Open Source-onomics - Page 9

"Who will invest in software development if it doesn't yield a return?"

It sounds a preposterous argument on the face of it. How can the cost of software ever be zero? Doesn't it take significant effort to develop software? Even Open Source software is not miraculously produced. Programmers spend many man-months of effort on it. So how can the price of software ever be zero? Selling below cost is considered predatory pricing in many countries. In international trade, it's called "dumping". Is Open Source guilty of "dumping" or predatory pricing? If unchecked, this could destroy the commercial software industry. Who will invest in developing software if they cannot recoup their development costs?

The answer to this question may be surprising; because it overturns many of our fundamental assumptions about the way the world is run. Let's start by observing that if Linux had been developed by a commercial organization, it could never have been free. Commercial organizations, whether funded by debt or by equity, need to show a return on their investment. They cannot waste that investment by giving away their products. Therefore, even if it costs nothing to create additional copies of software (what's called the "marginal cost" of software), the initial costs of development must be spread over many copies, they must be priced in such a way that those costs can be recouped, and a positive return must be shown on the initial investment.

Of course, for this to work, software must be shoehorned into the mould of a physical product. Copying of software by anyone other than the producer must be made a crime. The infinite replicability inherent in software must be artificially curtailed through legislation. Only then can the model work. This is precisely what we have with commercial software today. It is important to understand that the commercial model works by imposing a system of artificial scarcity. It is physically possible and economically feasible to produce as many copies of software as the world needs, but that is however, legally punishable. That means that many people who need software but cannot pay the asking price must go without it. That is the only possible (legal) outcome. There are people who need a software product, and the product can be replicated at little cost, yet the transaction cannot take place. From society's viewpoint, this inefficiency is the price it pays for choosing a commercial vehicle for software development.

But now, consider an alternative to the investment model. If the cost of software development can somehow be treated as an expense, and simply written off, then the software is freed from the requirement to show a return on investment. There will be no need to artificially constrain its natural replicability. The world can have as many copies of it as it needs. There will be no need for restrictive legislation. From society's point of view, what could be more efficient?

Large expenses, however, cannot readily be written off. They need to be "amortized" over a sufficiently large number of units. This is where another property of software becomes invaluable. Software can, quite practicably, be developed by hundreds/thousands of programmers. Other intellectual works such as books, music or movies, while sharing software's trait of infinite replicability, cannot be produced by a cast of thousands. Of all the works of mankind, physical and intellectual, software stands alone in its twin characteristics of infinite replicability and amortizability of effort.

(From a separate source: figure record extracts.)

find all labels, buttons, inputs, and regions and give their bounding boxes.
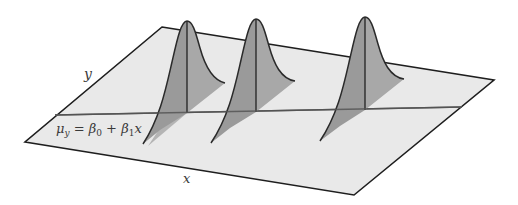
- mu-symbol: μ: [56, 121, 64, 136]
- regression-diagram: y x μy = β0 + β1x: [0, 0, 518, 205]
- beta0-symbol: β: [88, 121, 97, 136]
- x-axis-label: x: [183, 171, 191, 186]
- equals-sign: =: [70, 121, 89, 136]
- y-axis-label: y: [83, 66, 93, 82]
- x-variable: x: [134, 121, 142, 136]
- beta1-symbol: β: [120, 121, 129, 136]
- plus-sign: +: [102, 121, 121, 136]
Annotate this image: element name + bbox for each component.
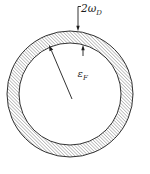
fermi-shell-diagram: 2ωD εF (0, 0, 150, 174)
figure-canvas: 2ωD εF (0, 0, 150, 174)
shell-width-label-subscript: D (95, 9, 102, 17)
shell-width-label-main: 2ω (80, 2, 97, 14)
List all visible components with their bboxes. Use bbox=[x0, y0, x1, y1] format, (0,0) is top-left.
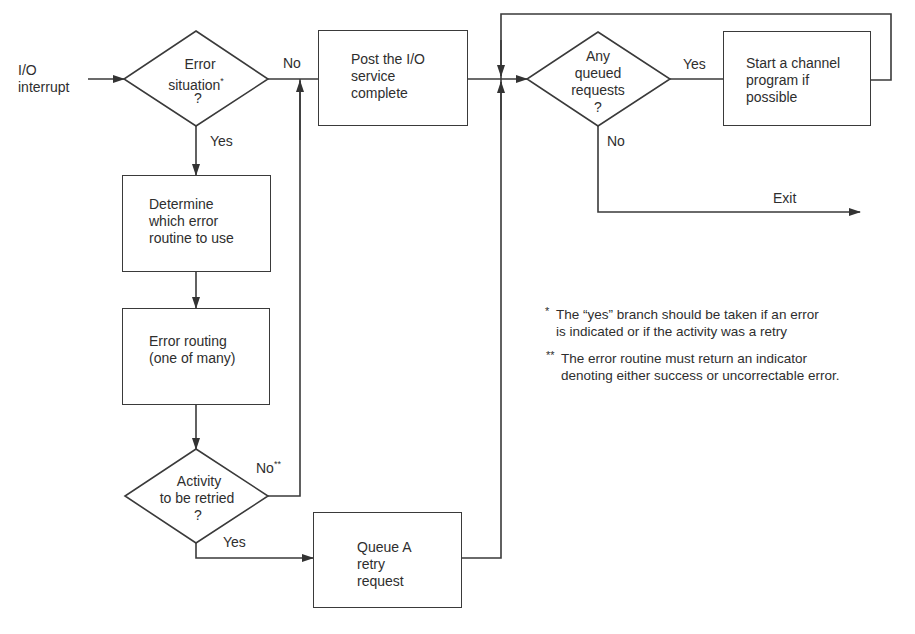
process-text: Start a channel bbox=[746, 55, 840, 72]
process-text: Determine bbox=[149, 196, 214, 213]
footnote-text: denoting either success or uncorrectable… bbox=[561, 367, 839, 384]
footnote-text: is indicated or if the activity was a re… bbox=[556, 323, 819, 340]
decision-text: ? bbox=[194, 90, 202, 107]
label-yes-queued: Yes bbox=[683, 56, 706, 73]
decision-text: ? bbox=[194, 507, 202, 524]
process-start-channel-program: Start a channel program if possible bbox=[723, 31, 871, 126]
footnote-double-star: ** The error routine must return an indi… bbox=[561, 350, 839, 384]
process-text: (one of many) bbox=[149, 350, 235, 367]
label-no-queued: No bbox=[607, 133, 625, 150]
process-text: request bbox=[357, 573, 404, 590]
process-text: possible bbox=[746, 89, 797, 106]
decision-text: Activity bbox=[177, 473, 221, 490]
label-no-retry: No** bbox=[256, 456, 281, 477]
decision-text: ? bbox=[594, 99, 602, 116]
process-text: Queue A bbox=[357, 539, 412, 556]
start-label-interrupt: interrupt bbox=[18, 79, 69, 96]
process-post-io-complete: Post the I/O service complete bbox=[318, 30, 468, 126]
footnote-marker: * bbox=[545, 303, 549, 320]
process-text: Post the I/O bbox=[351, 51, 425, 68]
footnote-single-star: * The “yes” branch should be taken if an… bbox=[556, 306, 819, 340]
start-label-io: I/O bbox=[18, 62, 37, 79]
label-no-error: No bbox=[283, 55, 301, 72]
decision-text: queued bbox=[575, 65, 622, 82]
process-text: complete bbox=[351, 85, 408, 102]
process-determine-error-routine: Determine which error routine to use bbox=[122, 175, 271, 272]
process-text: routine to use bbox=[149, 230, 234, 247]
footnote-text: The “yes” branch should be taken if an e… bbox=[556, 306, 819, 323]
footnote-text: The error routine must return an indicat… bbox=[561, 350, 839, 367]
process-queue-retry-request: Queue A retry request bbox=[313, 512, 462, 608]
process-error-routing: Error routing (one of many) bbox=[122, 308, 270, 405]
decision-text: Error bbox=[184, 56, 215, 73]
label-yes-error: Yes bbox=[210, 133, 233, 150]
process-text: retry bbox=[357, 556, 385, 573]
decision-text: Any bbox=[586, 48, 610, 65]
process-text: program if bbox=[746, 72, 809, 89]
exit-label: Exit bbox=[773, 190, 796, 207]
process-text: Error routing bbox=[149, 333, 227, 350]
label-yes-retry: Yes bbox=[223, 534, 246, 551]
process-text: which error bbox=[149, 213, 218, 230]
footnote-marker: ** bbox=[546, 347, 555, 364]
process-text: service bbox=[351, 68, 395, 85]
decision-text: requests bbox=[571, 82, 625, 99]
decision-text: to be retried bbox=[160, 490, 235, 507]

Looked at this way, Open Source seems the more natural and efficient way to build software. Get a large number of interested developers to work on a piece of software. Most of them spend less than a couple of hours a day on it, so they don't mind "writing off" the effort in terms of expecting a monetary return. That is why Open Source operating systems and associated software are free for every man, woman and child on earth to copy. By keeping important software like Linux out of the ambit of commercial interests, society has benefited handsomely.

Software, like wealth itself, is potentially limitless. Capitalism correctly views wealth as potentially infinite, and fuels global growth to increase the overall size of the economic pie. However, the current structure of the commercial software market is not capitalistic at all, but mercantile. It sees software as a limited good that needs to be hoarded and released sparingly. It is therefore incapable of being an engine of growth.

Lest our current "capitalistic" milieu should give anyone the wrong idea, it must be noted as a matter of sociological interest that commercial organizations do not have a divine right to exist. They exist at society's pleasure, because they have hitherto been the most efficient known means of producing quality goods and services at reasonable prices. However, it appears that the investment model that underlies all commercial activity is a grossly inefficient vehicle to deliver to society the levels of software that it needs.

So here's a really subversive thought: Perhaps corporations shouldn't develop software at all! Just as free market advocates call for governments to get out of the business of running industries, perhaps we should call for corporations to get out of the business of writing software. They are applying the wrong economic model to software, and it is proving too costly and inefficient for society to bear. We need a model that takes a capitalistic view of software, not a mercantile one.

What we see today with the gradual success of Open Source is, perhaps society's "invisible hand" turning over software development to the more efficient (from its viewpoint) Open Source vehicle, and gradually relegating commercial software to the fringes of economic activity. Adam Smith would have approved. (Along the way, notice that we have also shown how the cost of software can be effectively reduced to zero, thereby justifying its zero price tag.)